Identify the loops, recursion, array traversals that repeat.
- Primary operation: The depth-first search (DFS) visits each node and its neighbors once.
- How many times: Each node and edge is checked once during the DFS calls.
As the graph grows, the time to check grows with the number of nodes and edges.
| Input Size (n nodes, e edges) | Approx. Operations |
|---|---|
| 10 nodes, 15 edges | About 25 checks (nodes + edges) |
| 100 nodes, 200 edges | About 300 checks |
| 1000 nodes, 5000 edges | About 6000 checks |
Pattern observation: The work grows roughly with the total nodes plus edges, so bigger graphs take proportionally more time.
Time Complexity: O(n + e)
This means the time grows linearly with the number of nodes and edges in the graph.

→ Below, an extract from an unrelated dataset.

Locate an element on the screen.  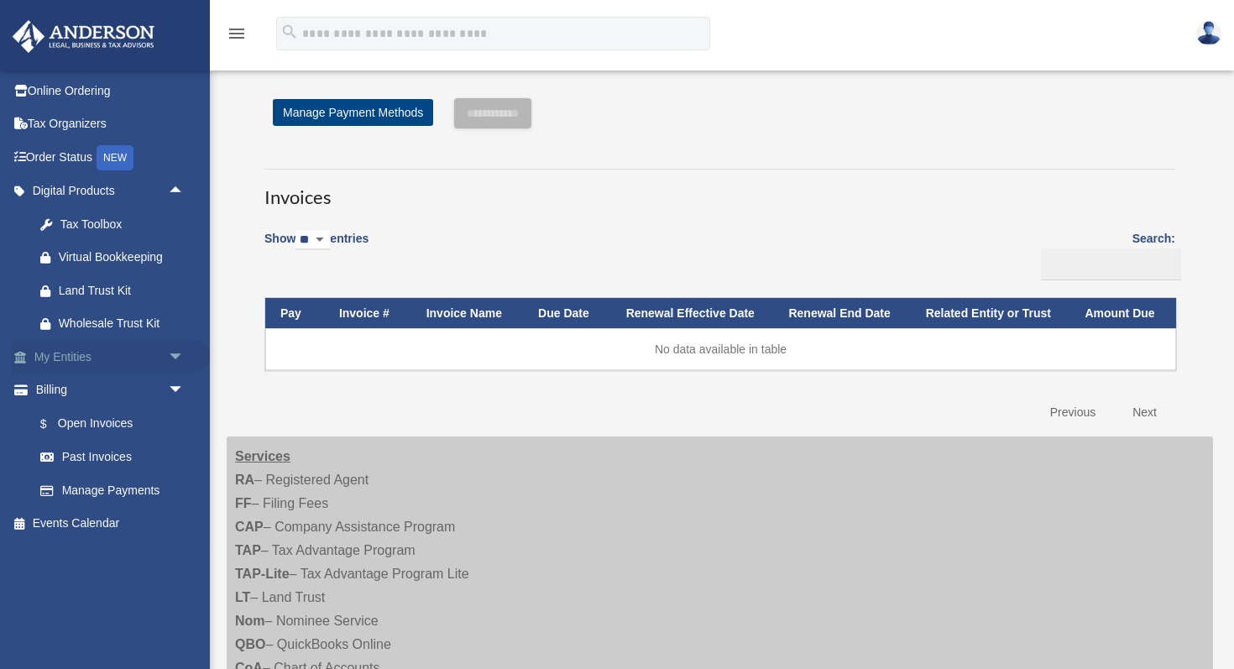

[X] Wrong: "The DFS runs in O(n²) because it looks at all pairs of nodes."
[OK] Correct: The DFS only visits neighbors of each node, so it depends on actual edges, not all pairs.
Understanding this time complexity helps you explain how graph traversal scales and shows you can analyze recursive algorithms clearly.
"What if we used a queue and breadth-first search (BFS) instead of DFS? How would the time complexity change?"